CRAIG McCallum had about 20 seconds to get out of the cabin and assess the situation before he knew the six-year-old 9770 John Deere harvester he'd just been driving was a goner. He just sat down and watched it burn.
That particular machine had caught fire seven or eight times the same day on Milton Downs, between Wee Waa and Bellata, grinding its way through 39,000 hectares of chickpeas.
And a grind it was, the time spent blowing the machine down and actual harvesting was split about 50-50. There was a water truck tailing the harvester the whole time.
The crop was dusty, with a dry finish and virtually no rain to rinse it down.
“Without auto steer you would have been stuffed,” he said. “You couldn’t see where you were going at night when the wind dropped.
“It caught fire, and we spent about three quarters of an hour washing it down, I’d been going about 15 minutes and it was dark and a light breeze was blowing away from the machine, so you couldn’t smell smoke.
“Then the front stopped working and smoke came past the cabin.”
It was 7.30pm and the machine "caught fire properly".
By 8pm it had been reduced to a blackened mess of scrap metal, sitting in the middle of a paddock.
The following morning Mr McCallum called Horsham Hydraulics, in Victoria.
He’d heard about a fan system the company had at prototype stage and wanted to know how it worked.
Upon being filled in about how it worked, by proprietor Richard Nagorcka, Mr McCallum made a trip to Horsham to take a look at one operating.
He came away convinced if that system had been installed on the header he was working on the night of the fire, it would not have caught fire in the first place.
And so now McMCCallum and Mr Nagorcka find themselves at the forefront of taking a new Australian piece of machinery to market.
It's a grassroots approach, they’re taking it across the country, a demonstration unit fitted into a trailer will cross three states to show harvester owners firsthand how it works. Mr Nagorcka said it’s a six-outlet manifold that constantly blows air into potential hot spots on harvesters, such as the manifolds and the exhausts, plus other areas where dust can build up. He said farmers having trouble with fires while cropping lentils and chickpeas in Victoria – Chris and Frank Burchell – had approached him and had “opened a can of worms”.
The brothers advanced some good ideas about how to combat the problem.
Knowing there was a fan manufacturer in Horsham that specialises in air seeder components, Small Air, Mr Nagorcka got hold of a fan that would do the job, running the blower system.
That was the easy part.
He then designed a system that piggy backs on harvesters’ existing hydraulics and worked out how to plumb it in. Fitting it onto the hydraulics meant designing a custom valve and then finding a manufacturer for it. Denmark’s Danfoss fitted the bill and two weeks ago Mr Nagorcka received a prototype, tested it, was happy and has now ordered his first batch.
The entire system took him six months to design and get ready for market.
In the cab it consists of a rev counter, an on/off switch and there’s an alert buzzer if the revs drop too low.
Like most good engineering solutions it’s not overly complicated, “there’s six nozzles fitted with diffusers”, he said. “Going on trials last year I’m very confident this is a solution to harvester fires.” He said during harvest last year there were about six machines fitted with prototypes and “that took us to development stage”.
With this thing fitted you can concentrate on the job, you’re definitely better looking out the front than the back.
- Craig McCallum
He said now the fan system could be fitted to any harvester, but he said fitting it was more complicated on some than others.
John Deere machines require an extra pump, he said. Mr Nagorcka laughs when asked why manufacturers hadn’t thought to integrate such fans in their machines.
“I don’t think they have as many problems overseas,” he said, “in a lot of other cropping countries they’re trying to harvest before snow starts falling.”
There have been discussions with insurance companies, but it is unsure whether the fans will enable premium or excess discounts.
“There has been a lot of trouble with people trying to get insurance, there’s only a couple of underwriters prepared to do it,” he said.
One of Mr Nagorcka’s supporters is certainly Mr McCallum, who is convinced the fans would have saved the machine he was working on when it caught fire.
“This is something that can give you peace of mind,” said Mr McCallum.
“It’s not a cooling system, but it blasts air where dust can potentially settle.
“It can offer you some peace of mind, normally you’re smelling the air, trying to detect burning smoulders, and looking over your shoulder all the time.
“With this thing fitted you can concentrate on the job, you’re definitely better looking out the front than the back,” said Mr McCallum.
During July, Mr Nagorcka and Mr McCallum are taking the new machine on the road. They’ve set up a demonstration model on the back of a tandem trailer and are starting at Horsham, coming up the Newell Highway through NSW and then on into Queensland. They will be stopping at Moree, Goondiwindi, Dalby, Roma, St George, Walgett, Coonamble, Warren and Condobolin. There will be less formal stops along the way, by request.
Phone Mr McCallum on 0407 564 584 or Mr Nagorcka on 0412 784 366.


**REQUIRED WORK**
Would you transcribe the whole listing exactly, minus its pictures?
##### INPUT DATA
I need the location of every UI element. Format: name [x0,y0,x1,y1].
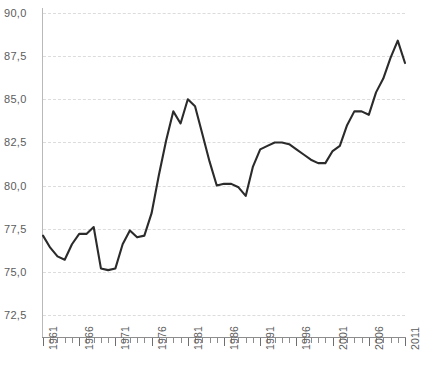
x-axis-minor-tick [181,338,182,343]
x-axis-major-tick [296,338,297,346]
data-series-line [0,0,421,392]
y-axis-tick-label: 82,5 [4,136,27,148]
x-axis-tick-label: 1961 [47,326,59,350]
x-axis-minor-tick [144,338,145,343]
x-axis-minor-tick [253,338,254,343]
x-axis-tick-label: 1986 [228,326,240,350]
x-axis-minor-tick [65,338,66,343]
x-axis-minor-tick [354,338,355,343]
gridline [43,142,405,143]
x-axis-minor-tick [398,338,399,343]
x-axis-minor-tick [72,338,73,343]
y-axis-tick-label: 87,5 [4,50,27,62]
y-axis-line [42,8,43,338]
x-axis-major-tick [188,338,189,346]
x-axis-minor-tick [318,338,319,343]
x-axis-tick-label: 2011 [409,327,421,350]
x-axis-minor-tick [108,338,109,343]
x-axis-major-tick [152,338,153,346]
x-axis-minor-tick [289,338,290,343]
x-axis-major-tick [115,338,116,346]
x-axis-major-tick [260,338,261,346]
gridline [43,272,405,273]
gridline [43,99,405,100]
x-axis-minor-tick [325,338,326,343]
gridline [43,13,405,14]
x-axis-minor-tick [101,338,102,343]
x-axis-minor-tick [210,338,211,343]
x-axis-minor-tick [246,338,247,343]
gridline [43,229,405,230]
x-axis-minor-tick [362,338,363,343]
y-axis-tick-label: 80,0 [4,180,27,192]
x-axis-major-tick [405,338,406,346]
gridline [43,186,405,187]
x-axis-minor-tick [217,338,218,343]
y-axis-tick-label: 75,0 [4,266,27,278]
x-axis-major-tick [224,338,225,346]
x-axis-tick-label: 2001 [337,326,349,350]
x-axis-tick-label: 1991 [264,326,276,350]
x-axis-tick-label: 1976 [156,326,168,350]
y-axis-tick-label: 77,5 [4,223,27,235]
x-axis-minor-tick [137,338,138,343]
x-axis-tick-label: 1996 [300,326,312,350]
x-axis-major-tick [79,338,80,346]
x-axis-tick-label: 1966 [83,326,95,350]
x-axis-tick-label: 2006 [373,326,385,350]
x-axis-tick-label: 1971 [119,326,131,350]
x-axis-minor-tick [282,338,283,343]
y-axis-tick-label: 85,0 [4,93,27,105]
y-axis-tick-label: 90,0 [4,7,27,19]
gridline [43,56,405,57]
x-axis-major-tick [369,338,370,346]
x-axis-tick-label: 1981 [192,326,204,350]
x-axis-major-tick [43,338,44,346]
x-axis-minor-tick [391,338,392,343]
x-axis-major-tick [333,338,334,346]
line-chart: 90,087,585,082,580,077,575,072,5 1961196… [0,0,421,392]
gridline [43,315,405,316]
x-axis-minor-tick [173,338,174,343]
y-axis-tick-label: 72,5 [4,309,27,321]
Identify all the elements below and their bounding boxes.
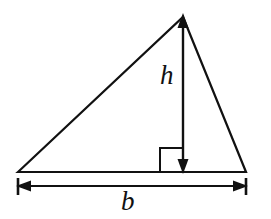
diagram-canvas [0,0,271,219]
height-label: h [160,62,174,89]
triangle-outline [18,17,246,172]
triangle-diagram: h b [0,0,271,219]
base-label: b [121,188,135,215]
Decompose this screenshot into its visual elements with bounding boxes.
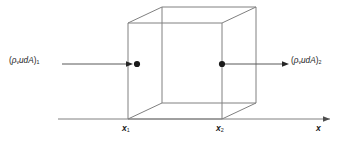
flux-in-body: udA (19, 56, 34, 65)
cube-depth-edge-top-right (222, 7, 256, 23)
inflow-arrow-group (62, 61, 133, 67)
flux-out-body: udA (301, 56, 316, 65)
outflow-point-marker (219, 61, 225, 67)
outflow-arrowhead (282, 61, 289, 67)
x1-subscript: 1 (127, 127, 130, 133)
figure-canvas: (ρvudA)1 (ρvudA)2 x1 x2 x (0, 0, 347, 142)
flux-out-index: 2 (318, 59, 321, 65)
x1-axis-label: x1 (122, 124, 130, 133)
cube-depth-edge-bottom-right (222, 103, 256, 119)
flux-in-index: 1 (36, 59, 39, 65)
x-axis-arrowhead (323, 116, 330, 121)
cube-depth-edge-top-left (128, 7, 162, 23)
flux-in-label: (ρvudA)1 (9, 57, 39, 65)
flux-out-label: (ρvudA)2 (291, 57, 321, 65)
inflow-arrowhead (126, 61, 133, 67)
x-axis-name-label: x (316, 124, 321, 133)
inflow-point-marker (134, 61, 140, 67)
x2-subscript: 2 (221, 127, 224, 133)
x-axis-group (58, 116, 330, 121)
control-volume-drawing (0, 0, 347, 142)
x2-axis-label: x2 (216, 124, 224, 133)
cube-depth-edge-bottom-left (128, 103, 162, 119)
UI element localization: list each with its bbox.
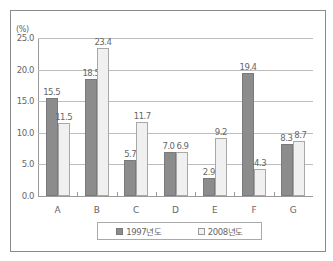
##########
**REPLY**
I need the location of every UI element. Format: name [x0,y0,x1,y1].
x-axis-minor-tick [181,338,182,343]
x-axis-major-tick [296,338,297,346]
data-series-line [0,0,421,392]
y-axis-tick-label: 82,5 [4,136,27,148]
x-axis-tick-label: 1961 [47,326,59,350]
x-axis-minor-tick [144,338,145,343]
x-axis-minor-tick [253,338,254,343]
x-axis-tick-label: 1986 [228,326,240,350]
x-axis-minor-tick [65,338,66,343]
x-axis-minor-tick [354,338,355,343]
gridline [43,142,405,143]
x-axis-minor-tick [398,338,399,343]
x-axis-minor-tick [72,338,73,343]
y-axis-tick-label: 87,5 [4,50,27,62]
y-axis-line [42,8,43,338]
x-axis-major-tick [188,338,189,346]
x-axis-minor-tick [318,338,319,343]
x-axis-tick-label: 2011 [409,327,421,350]
x-axis-minor-tick [108,338,109,343]
x-axis-major-tick [152,338,153,346]
x-axis-minor-tick [289,338,290,343]
x-axis-major-tick [115,338,116,346]
x-axis-major-tick [260,338,261,346]
gridline [43,272,405,273]
gridline [43,99,405,100]
x-axis-minor-tick [325,338,326,343]
gridline [43,13,405,14]
x-axis-minor-tick [101,338,102,343]
x-axis-minor-tick [210,338,211,343]
x-axis-minor-tick [246,338,247,343]
gridline [43,229,405,230]
x-axis-minor-tick [362,338,363,343]
y-axis-tick-label: 80,0 [4,180,27,192]
x-axis-major-tick [405,338,406,346]
gridline [43,186,405,187]
x-axis-minor-tick [217,338,218,343]
y-axis-tick-label: 75,0 [4,266,27,278]
x-axis-major-tick [224,338,225,346]
x-axis-tick-label: 2001 [337,326,349,350]
x-axis-tick-label: 1991 [264,326,276,350]
x-axis-tick-label: 1976 [156,326,168,350]
y-axis-tick-label: 77,5 [4,223,27,235]
x-axis-minor-tick [137,338,138,343]
x-axis-tick-label: 1996 [300,326,312,350]
x-axis-major-tick [79,338,80,346]
x-axis-tick-label: 1966 [83,326,95,350]
x-axis-tick-label: 2006 [373,326,385,350]
x-axis-tick-label: 1971 [119,326,131,350]
x-axis-minor-tick [282,338,283,343]
y-axis-tick-label: 85,0 [4,93,27,105]
y-axis-tick-label: 90,0 [4,7,27,19]
gridline [43,56,405,57]
x-axis-major-tick [369,338,370,346]
x-axis-tick-label: 1981 [192,326,204,350]
x-axis-major-tick [43,338,44,346]
x-axis-minor-tick [391,338,392,343]
x-axis-major-tick [333,338,334,346]
line-chart: 90,087,585,082,580,077,575,072,5 1961196… [0,0,421,392]
gridline [43,315,405,316]
x-axis-minor-tick [173,338,174,343]
y-axis-tick-label: 72,5 [4,309,27,321]
Identify all the elements below and their bounding boxes.
diagram-canvas [0,0,271,219]
height-label: h [160,62,174,89]
triangle-outline [18,17,246,172]
triangle-diagram: h b [0,0,271,219]
base-label: b [121,188,135,215]
Decompose this screenshot into its visual elements with bounding boxes.
flux-in-body: udA (19, 56, 34, 65)
cube-depth-edge-top-right (222, 7, 256, 23)
inflow-arrow-group (62, 61, 133, 67)
flux-out-body: udA (301, 56, 316, 65)
outflow-point-marker (219, 61, 225, 67)
outflow-arrowhead (282, 61, 289, 67)
x1-subscript: 1 (127, 127, 130, 133)
figure-canvas: (ρvudA)1 (ρvudA)2 x1 x2 x (0, 0, 347, 142)
flux-out-index: 2 (318, 59, 321, 65)
x1-axis-label: x1 (122, 124, 130, 133)
cube-depth-edge-bottom-right (222, 103, 256, 119)
flux-in-index: 1 (36, 59, 39, 65)
x-axis-arrowhead (323, 116, 330, 121)
cube-depth-edge-top-left (128, 7, 162, 23)
flux-in-label: (ρvudA)1 (9, 57, 39, 65)
flux-out-label: (ρvudA)2 (291, 57, 321, 65)
inflow-arrowhead (126, 61, 133, 67)
x-axis-name-label: x (316, 124, 321, 133)
inflow-point-marker (134, 61, 140, 67)
x2-subscript: 2 (221, 127, 224, 133)
x-axis-group (58, 116, 330, 121)
control-volume-drawing (0, 0, 347, 142)
x2-axis-label: x2 (216, 124, 224, 133)
cube-depth-edge-bottom-left (128, 103, 162, 119)
UI element localization: list each with its bbox.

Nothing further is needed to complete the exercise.